Exactly as they appear, set down all the lines of the material.

/---

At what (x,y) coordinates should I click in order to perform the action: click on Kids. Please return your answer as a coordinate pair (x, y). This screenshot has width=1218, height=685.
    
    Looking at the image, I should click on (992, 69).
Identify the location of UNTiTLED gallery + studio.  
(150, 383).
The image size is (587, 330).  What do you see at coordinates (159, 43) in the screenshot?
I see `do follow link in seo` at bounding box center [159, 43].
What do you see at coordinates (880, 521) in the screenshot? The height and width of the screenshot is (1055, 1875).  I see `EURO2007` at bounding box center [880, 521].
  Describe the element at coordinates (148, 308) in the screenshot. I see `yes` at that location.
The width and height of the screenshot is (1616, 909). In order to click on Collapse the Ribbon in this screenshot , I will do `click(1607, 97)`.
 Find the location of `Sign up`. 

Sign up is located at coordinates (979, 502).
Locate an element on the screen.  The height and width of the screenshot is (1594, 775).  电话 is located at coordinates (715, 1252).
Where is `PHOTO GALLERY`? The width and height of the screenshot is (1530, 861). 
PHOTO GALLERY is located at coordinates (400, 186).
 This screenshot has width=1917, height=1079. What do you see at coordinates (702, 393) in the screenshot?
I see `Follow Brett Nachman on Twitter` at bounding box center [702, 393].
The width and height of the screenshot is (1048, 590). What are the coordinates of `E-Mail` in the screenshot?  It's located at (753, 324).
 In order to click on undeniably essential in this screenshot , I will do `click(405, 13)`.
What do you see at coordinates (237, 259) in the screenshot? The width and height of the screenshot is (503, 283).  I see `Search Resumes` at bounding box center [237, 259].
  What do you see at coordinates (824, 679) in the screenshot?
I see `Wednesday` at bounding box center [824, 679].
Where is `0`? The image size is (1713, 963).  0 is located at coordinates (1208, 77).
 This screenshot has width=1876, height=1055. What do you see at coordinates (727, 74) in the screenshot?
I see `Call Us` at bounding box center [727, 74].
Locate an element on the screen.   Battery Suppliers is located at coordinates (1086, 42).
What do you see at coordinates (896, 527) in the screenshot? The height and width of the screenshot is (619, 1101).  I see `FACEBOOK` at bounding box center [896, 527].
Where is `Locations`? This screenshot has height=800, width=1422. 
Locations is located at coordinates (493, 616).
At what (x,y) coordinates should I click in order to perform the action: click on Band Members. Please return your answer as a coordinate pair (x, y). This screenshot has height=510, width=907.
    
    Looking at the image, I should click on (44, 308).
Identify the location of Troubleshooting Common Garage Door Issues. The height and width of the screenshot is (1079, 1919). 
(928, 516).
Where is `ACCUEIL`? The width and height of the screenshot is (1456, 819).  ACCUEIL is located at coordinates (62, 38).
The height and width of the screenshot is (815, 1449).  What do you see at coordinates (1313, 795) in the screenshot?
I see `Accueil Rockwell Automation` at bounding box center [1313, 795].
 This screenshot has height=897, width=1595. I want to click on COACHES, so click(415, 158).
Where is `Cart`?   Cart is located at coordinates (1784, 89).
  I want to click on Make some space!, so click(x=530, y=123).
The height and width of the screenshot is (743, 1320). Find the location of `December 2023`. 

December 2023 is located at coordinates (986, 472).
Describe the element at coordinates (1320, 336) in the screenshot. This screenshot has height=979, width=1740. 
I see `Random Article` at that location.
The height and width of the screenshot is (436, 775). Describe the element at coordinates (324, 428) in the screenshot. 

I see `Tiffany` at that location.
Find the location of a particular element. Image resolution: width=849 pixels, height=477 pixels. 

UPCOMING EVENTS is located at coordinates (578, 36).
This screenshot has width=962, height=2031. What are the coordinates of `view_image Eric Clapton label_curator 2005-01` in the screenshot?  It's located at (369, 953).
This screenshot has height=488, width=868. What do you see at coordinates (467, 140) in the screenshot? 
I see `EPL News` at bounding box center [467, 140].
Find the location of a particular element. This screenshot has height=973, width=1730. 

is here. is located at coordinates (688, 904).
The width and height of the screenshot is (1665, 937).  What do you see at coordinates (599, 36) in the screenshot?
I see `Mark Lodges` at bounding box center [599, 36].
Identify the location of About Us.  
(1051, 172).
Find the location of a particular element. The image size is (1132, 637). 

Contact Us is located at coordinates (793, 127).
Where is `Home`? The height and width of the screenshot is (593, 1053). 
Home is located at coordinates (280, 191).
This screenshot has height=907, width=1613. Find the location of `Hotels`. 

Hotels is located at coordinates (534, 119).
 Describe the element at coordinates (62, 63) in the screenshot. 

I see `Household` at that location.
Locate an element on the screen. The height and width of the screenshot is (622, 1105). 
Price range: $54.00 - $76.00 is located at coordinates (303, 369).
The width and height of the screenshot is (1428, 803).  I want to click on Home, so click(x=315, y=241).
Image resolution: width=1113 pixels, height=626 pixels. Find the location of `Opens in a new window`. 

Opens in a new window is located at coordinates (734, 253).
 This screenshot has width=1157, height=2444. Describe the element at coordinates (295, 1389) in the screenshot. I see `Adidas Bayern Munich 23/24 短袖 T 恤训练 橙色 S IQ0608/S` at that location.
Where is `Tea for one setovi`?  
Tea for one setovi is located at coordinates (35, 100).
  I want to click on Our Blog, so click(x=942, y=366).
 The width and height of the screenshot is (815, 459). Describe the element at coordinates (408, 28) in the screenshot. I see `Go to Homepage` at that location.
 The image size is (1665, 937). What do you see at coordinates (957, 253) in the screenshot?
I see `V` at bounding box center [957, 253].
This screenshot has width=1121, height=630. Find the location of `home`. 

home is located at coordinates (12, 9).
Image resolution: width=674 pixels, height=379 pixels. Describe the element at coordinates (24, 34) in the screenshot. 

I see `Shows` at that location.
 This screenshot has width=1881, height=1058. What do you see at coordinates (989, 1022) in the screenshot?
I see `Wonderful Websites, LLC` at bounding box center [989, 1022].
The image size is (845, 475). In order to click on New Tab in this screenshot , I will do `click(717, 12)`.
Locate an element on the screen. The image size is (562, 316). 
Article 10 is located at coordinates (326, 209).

\---

## Task answer
At what (x,y) coordinates should I click in order to perform the action: click on Kids. Please return your answer as a coordinate pair (x, y). This screenshot has width=1218, height=685.
    
    Looking at the image, I should click on (992, 69).
Identify the location of UNTiTLED gallery + studio.  
(150, 383).
The image size is (587, 330).  What do you see at coordinates (159, 43) in the screenshot?
I see `do follow link in seo` at bounding box center [159, 43].
What do you see at coordinates (880, 521) in the screenshot? The height and width of the screenshot is (1055, 1875).  I see `EURO2007` at bounding box center [880, 521].
  Describe the element at coordinates (148, 308) in the screenshot. I see `yes` at that location.
The width and height of the screenshot is (1616, 909). In order to click on Collapse the Ribbon in this screenshot , I will do `click(1607, 97)`.
 Find the location of `Sign up`. 

Sign up is located at coordinates (979, 502).
Locate an element on the screen.  The height and width of the screenshot is (1594, 775).  电话 is located at coordinates (715, 1252).
Where is `PHOTO GALLERY`? The width and height of the screenshot is (1530, 861). 
PHOTO GALLERY is located at coordinates (400, 186).
 This screenshot has width=1917, height=1079. What do you see at coordinates (702, 393) in the screenshot?
I see `Follow Brett Nachman on Twitter` at bounding box center [702, 393].
The width and height of the screenshot is (1048, 590). What are the coordinates of `E-Mail` in the screenshot?  It's located at (753, 324).
 In order to click on undeniably essential in this screenshot , I will do `click(405, 13)`.
What do you see at coordinates (237, 259) in the screenshot? The width and height of the screenshot is (503, 283).  I see `Search Resumes` at bounding box center [237, 259].
  What do you see at coordinates (824, 679) in the screenshot?
I see `Wednesday` at bounding box center [824, 679].
Where is `0`? The image size is (1713, 963).  0 is located at coordinates (1208, 77).
 This screenshot has width=1876, height=1055. What do you see at coordinates (727, 74) in the screenshot?
I see `Call Us` at bounding box center [727, 74].
Locate an element on the screen.   Battery Suppliers is located at coordinates (1086, 42).
What do you see at coordinates (896, 527) in the screenshot? The height and width of the screenshot is (619, 1101).  I see `FACEBOOK` at bounding box center [896, 527].
Where is `Locations`? This screenshot has height=800, width=1422. 
Locations is located at coordinates (493, 616).
At what (x,y) coordinates should I click in order to perform the action: click on Band Members. Please return your answer as a coordinate pair (x, y). This screenshot has height=510, width=907.
    
    Looking at the image, I should click on (44, 308).
Identify the location of Troubleshooting Common Garage Door Issues. The height and width of the screenshot is (1079, 1919). 
(928, 516).
Where is `ACCUEIL`? The width and height of the screenshot is (1456, 819).  ACCUEIL is located at coordinates (62, 38).
The height and width of the screenshot is (815, 1449).  What do you see at coordinates (1313, 795) in the screenshot?
I see `Accueil Rockwell Automation` at bounding box center [1313, 795].
 This screenshot has height=897, width=1595. I want to click on COACHES, so click(415, 158).
Where is `Cart`?   Cart is located at coordinates (1784, 89).
  I want to click on Make some space!, so click(x=530, y=123).
The height and width of the screenshot is (743, 1320). Find the location of `December 2023`. 

December 2023 is located at coordinates (986, 472).
Describe the element at coordinates (1320, 336) in the screenshot. This screenshot has height=979, width=1740. 
I see `Random Article` at that location.
The height and width of the screenshot is (436, 775). Describe the element at coordinates (324, 428) in the screenshot. 

I see `Tiffany` at that location.
Find the location of a particular element. Image resolution: width=849 pixels, height=477 pixels. 

UPCOMING EVENTS is located at coordinates (578, 36).
This screenshot has width=962, height=2031. What are the coordinates of `view_image Eric Clapton label_curator 2005-01` in the screenshot?  It's located at (369, 953).
This screenshot has height=488, width=868. What do you see at coordinates (467, 140) in the screenshot? 
I see `EPL News` at bounding box center [467, 140].
Find the location of a particular element. This screenshot has height=973, width=1730. 

is here. is located at coordinates (688, 904).
The width and height of the screenshot is (1665, 937).  What do you see at coordinates (599, 36) in the screenshot?
I see `Mark Lodges` at bounding box center [599, 36].
Identify the location of About Us.  
(1051, 172).
Find the location of a particular element. The image size is (1132, 637). 

Contact Us is located at coordinates (793, 127).
Where is `Home`? The height and width of the screenshot is (593, 1053). 
Home is located at coordinates (280, 191).
This screenshot has height=907, width=1613. Find the location of `Hotels`. 

Hotels is located at coordinates (534, 119).
 Describe the element at coordinates (62, 63) in the screenshot. 

I see `Household` at that location.
Locate an element on the screen. The height and width of the screenshot is (622, 1105). 
Price range: $54.00 - $76.00 is located at coordinates (303, 369).
The width and height of the screenshot is (1428, 803).  I want to click on Home, so click(x=315, y=241).
Image resolution: width=1113 pixels, height=626 pixels. Find the location of `Opens in a new window`. 

Opens in a new window is located at coordinates (734, 253).
 This screenshot has width=1157, height=2444. Describe the element at coordinates (295, 1389) in the screenshot. I see `Adidas Bayern Munich 23/24 短袖 T 恤训练 橙色 S IQ0608/S` at that location.
Where is `Tea for one setovi`?  
Tea for one setovi is located at coordinates (35, 100).
  I want to click on Our Blog, so click(x=942, y=366).
 The width and height of the screenshot is (815, 459). Describe the element at coordinates (408, 28) in the screenshot. I see `Go to Homepage` at that location.
 The image size is (1665, 937). What do you see at coordinates (957, 253) in the screenshot?
I see `V` at bounding box center [957, 253].
This screenshot has width=1121, height=630. Find the location of `home`. 

home is located at coordinates (12, 9).
Image resolution: width=674 pixels, height=379 pixels. Describe the element at coordinates (24, 34) in the screenshot. 

I see `Shows` at that location.
 This screenshot has width=1881, height=1058. What do you see at coordinates (989, 1022) in the screenshot?
I see `Wonderful Websites, LLC` at bounding box center [989, 1022].
The image size is (845, 475). In order to click on New Tab in this screenshot , I will do `click(717, 12)`.
Locate an element on the screen. The image size is (562, 316). 
Article 10 is located at coordinates (326, 209).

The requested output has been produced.